In Lowell, Massachusetts, there was a strike at White's Tannery. Workers joined in from other walks of work and with the help of the American Federation of Labor, it was decided to spread the fight throughout the country.
Imagine those times. I thought of my grandfather who worked in a factory in Milwaukee. He and my Grandma were big supporters of Franklin Delano Roosevelt. My Grandma, who worked in a sewing factory, revered Eleanor Roosevelt. My mom told me that my Grandma went to work every day about 3 or 4 o'clock in the afternoon on the streetcar. My aunt would look for her to come home right before they went to bed because she worried about her. My Grandpa was there and gave my mom and my aunt the dinner that my Grandma had prepared in advance.

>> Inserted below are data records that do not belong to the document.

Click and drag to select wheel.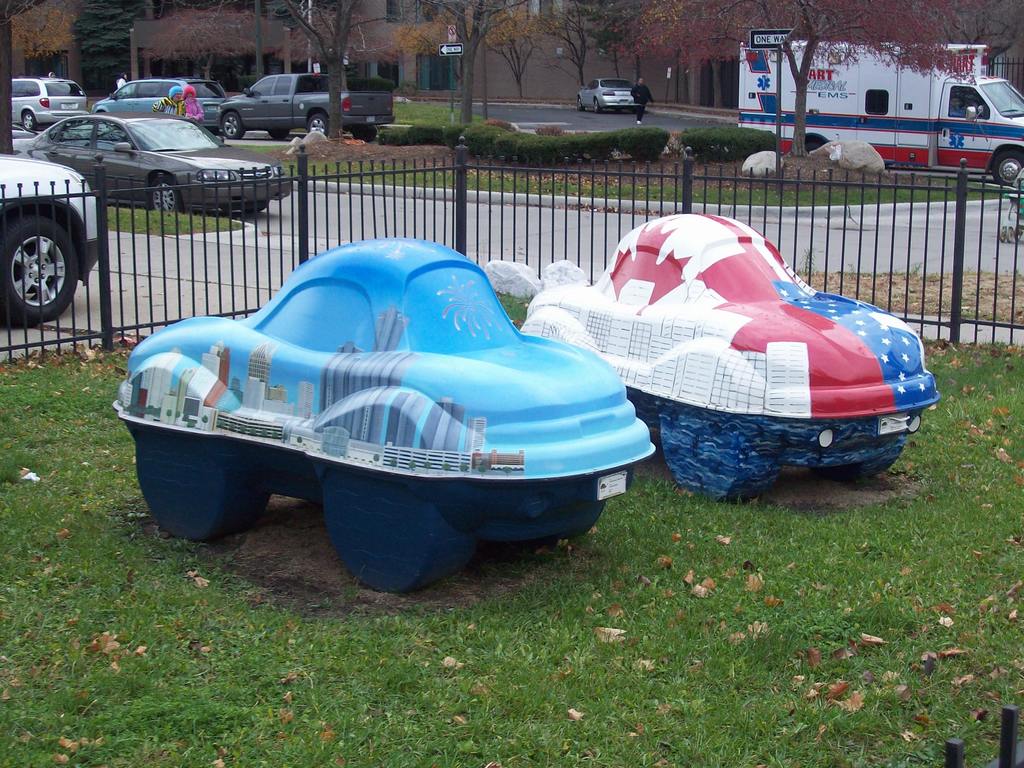
Selection: <box>152,179,182,213</box>.
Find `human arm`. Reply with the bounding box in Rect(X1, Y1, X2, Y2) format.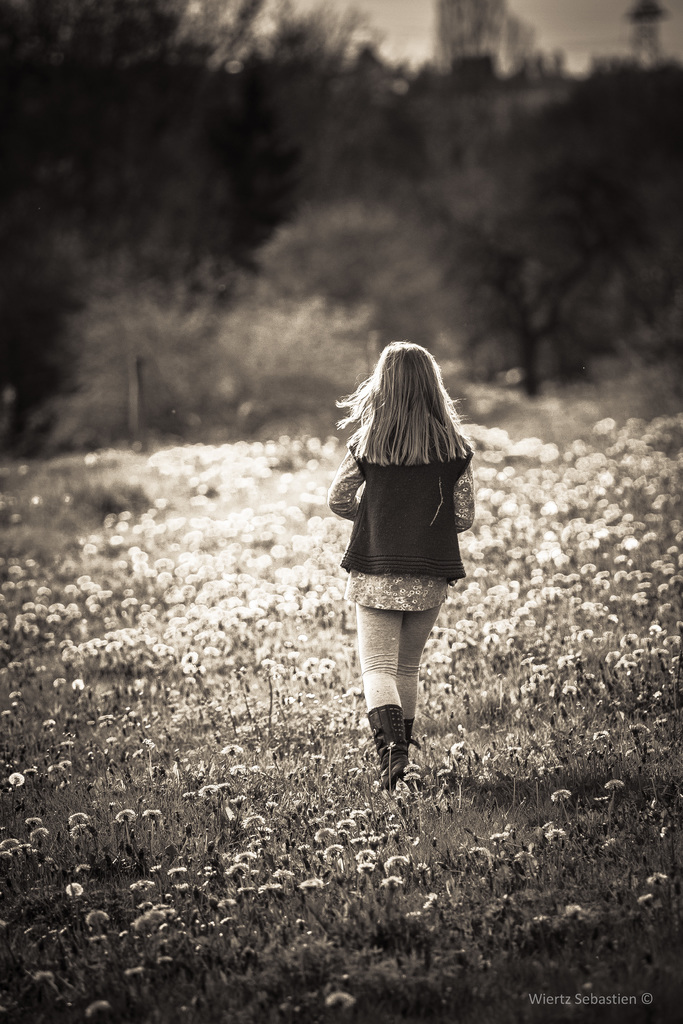
Rect(448, 462, 478, 538).
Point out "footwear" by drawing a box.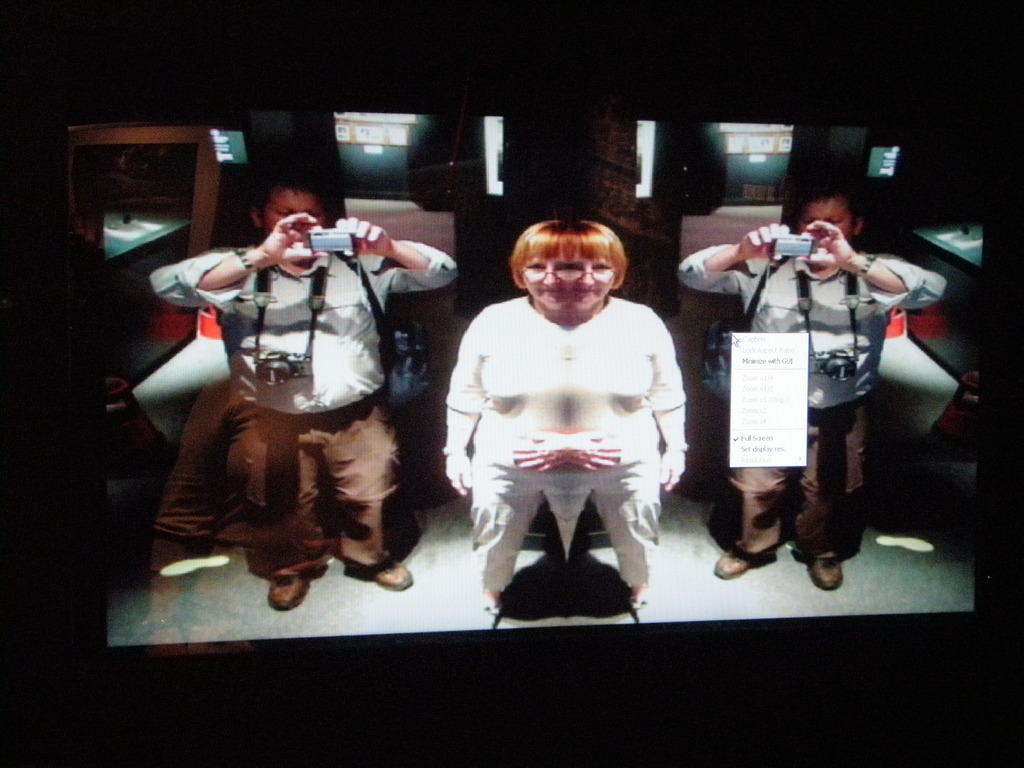
371, 556, 413, 592.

On Sunday evenings they always stayed up and listened to Jack Benny and George Burns and Gracie Allan on the radio and my Grandma sewed in her rocking chair.
As I looked further into the newspapers, I noticed that there was quite a bit of news about labor issues. It was the beginning of the 8 hour day for laborers in this country. Another article from the Lowell Sun said that a recent convention of miners and coal operators was the most important meeting of its kind ever held in this country. That the 8 hour day and an advance of 10 cents per ton for screened coal were all improvements to the conditions of life for the miners.

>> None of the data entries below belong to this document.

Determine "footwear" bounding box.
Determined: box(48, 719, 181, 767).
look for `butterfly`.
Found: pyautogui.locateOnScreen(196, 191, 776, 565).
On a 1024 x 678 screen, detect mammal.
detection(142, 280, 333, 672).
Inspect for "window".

These were the times in which my Grandma and Grandpa lived in Milwaukee. Imagine that they must have felt, finally, some empowerment as workers. My Grandma pressed to purchase their own home, which they did, where they raised their two daughters.

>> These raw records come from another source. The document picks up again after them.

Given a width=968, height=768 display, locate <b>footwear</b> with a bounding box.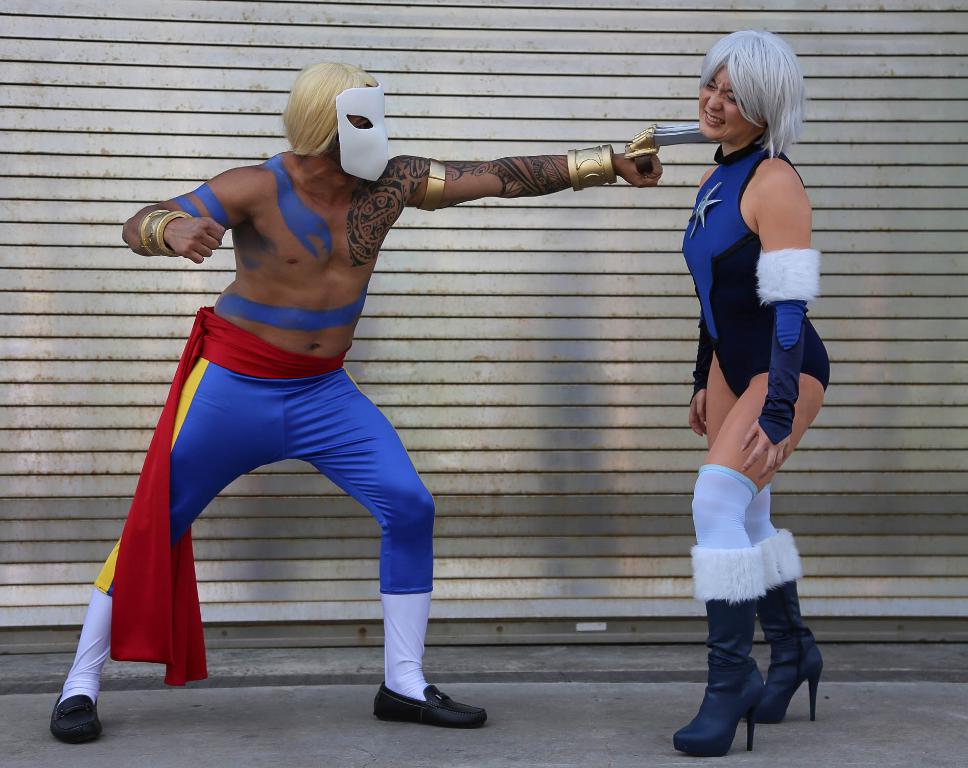
Located: <bbox>50, 693, 100, 743</bbox>.
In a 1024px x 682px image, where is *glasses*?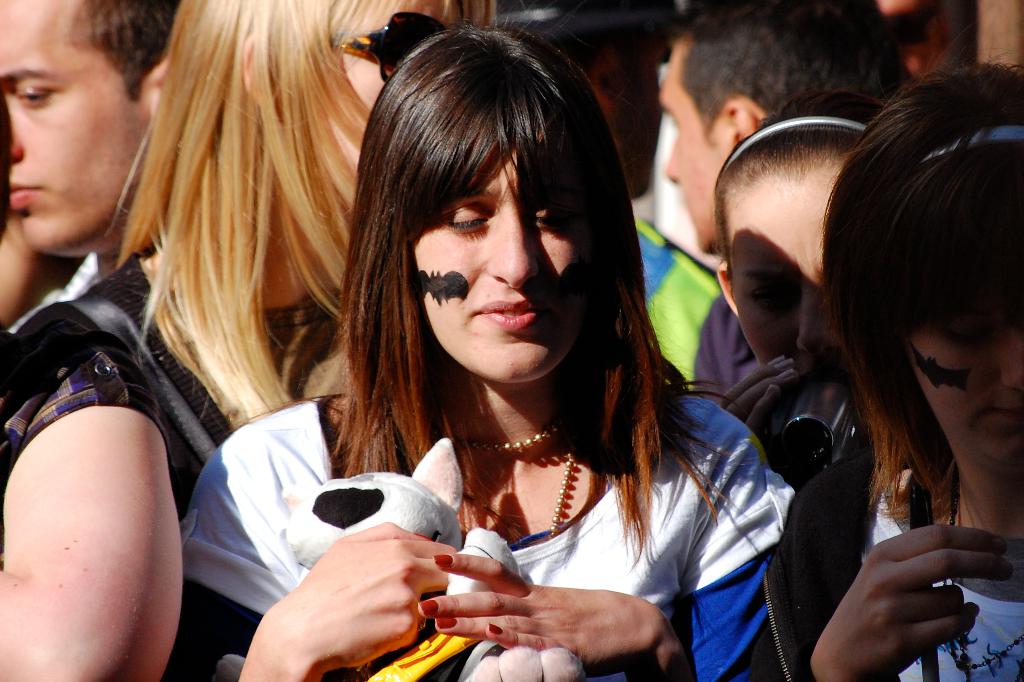
x1=324 y1=15 x2=448 y2=79.
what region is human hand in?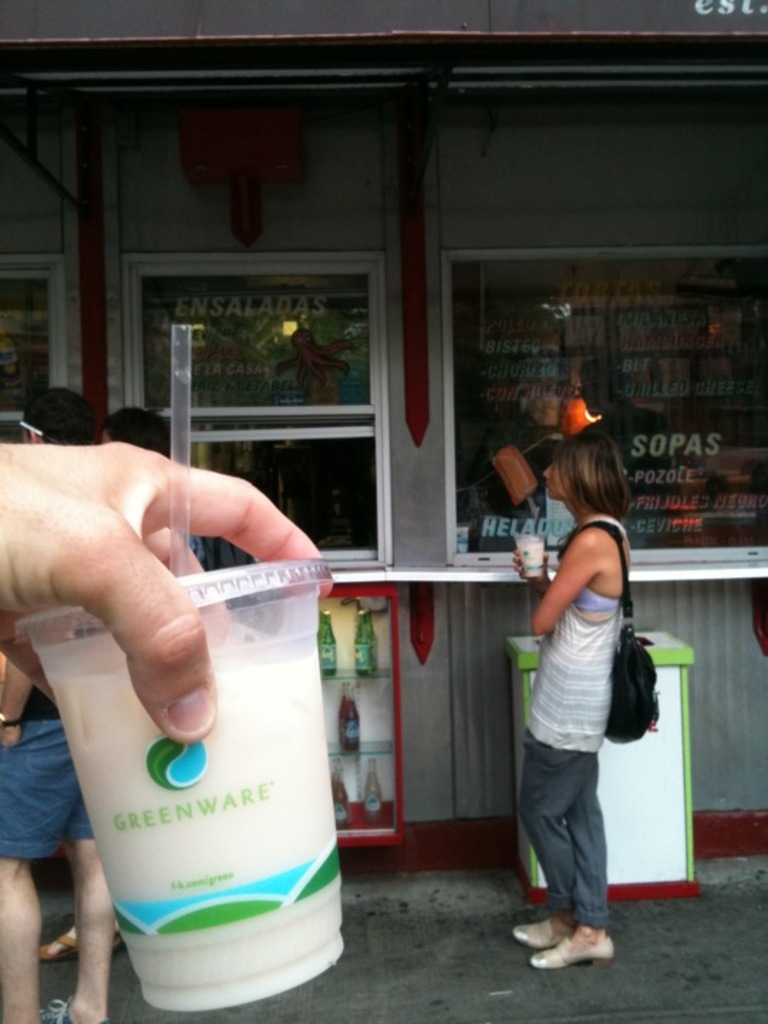
<region>0, 720, 24, 750</region>.
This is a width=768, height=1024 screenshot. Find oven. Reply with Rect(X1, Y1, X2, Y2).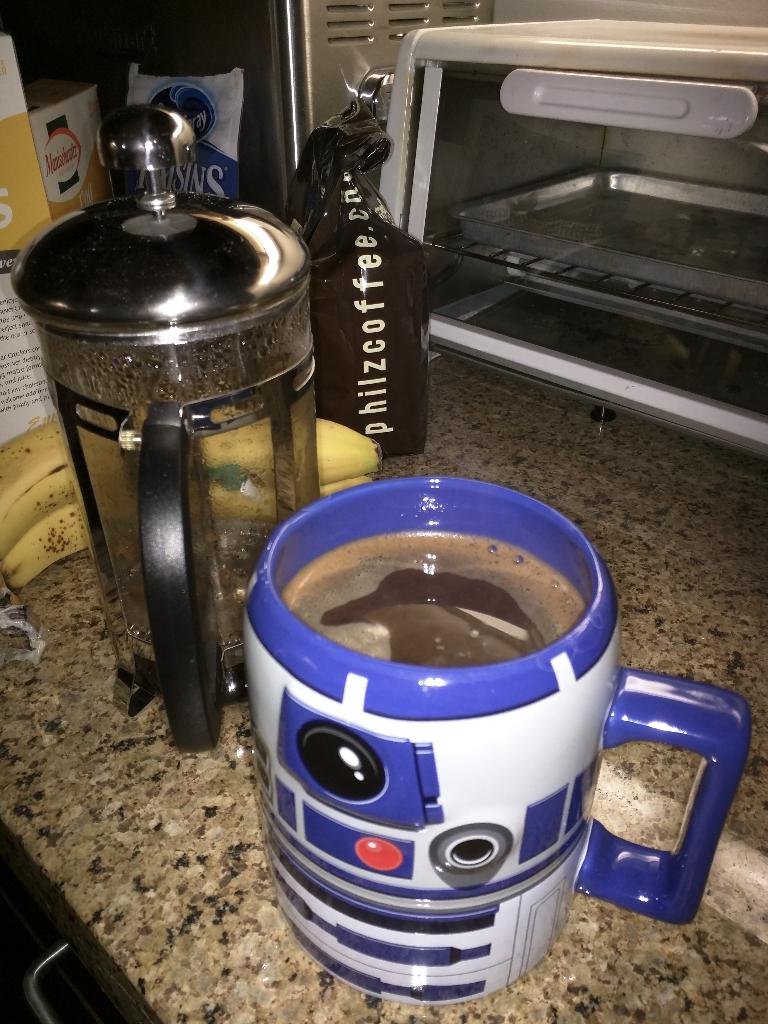
Rect(375, 22, 767, 463).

Another headline was, "Purple is Popular". It highlighted the fact that this included all shades from pale lilac to dark heliotrope. "A glance at next spring's styles, the gigot sleeve will still be worn, proper attire for the house is a sensible apron."
Apparently for 1898, purple was declared "in" as the most popular color for the whole winter.
I had to look up gigot sleeve on the internet and it was the leg-of-mutton sleeve!
The Gigot or Gigot De Mouton Sleeve 1825-1833 The sleeves of the Romantic Era are the main feature and were built on an inverted triangle bodice. The bodice décolletage was so exposed by the pull of the wide sleeves that it really showed off the chest, throat and the sloping shoulders. After 1825 the decade saw sleeves billow to huge proportions by 1833. They came to typify the look we now associate with the costume of the Romantic Era.
Moving on in years, I decided on a search between 1920 and 1922 on the word entertainment to find out how people amused themselves without the internet and all the gadgets that we have today.
In the Moberly Daily Monitor from Moberly Missouri from February 21, 1905, it said that the play, The Wise Uncle was brimming full of fun and comical situations and the cast of characters was certainly the best that could be found in Moberly.
Meanwhile, in the Las Vegas Optic, from Las Vegas, New Mexico, the Society section said that there was an Autumn Festival given by the ladies of the West Side Catholic Church October 8, 1910, featuring an entertainment under the direction of the Sisters of Loretto and excellent music by local talent and dancing to add to the enjoyment of the evening.
The Deming Headlight from Deming New Mexico, exhorted a few boys from discourteously persisting in smoking during the movies. The newspaper said, "This is the only seeming restriction and certainly ought to be complied with. One hour is not long to forego the individual pleasure for the safety and benefit of the whole."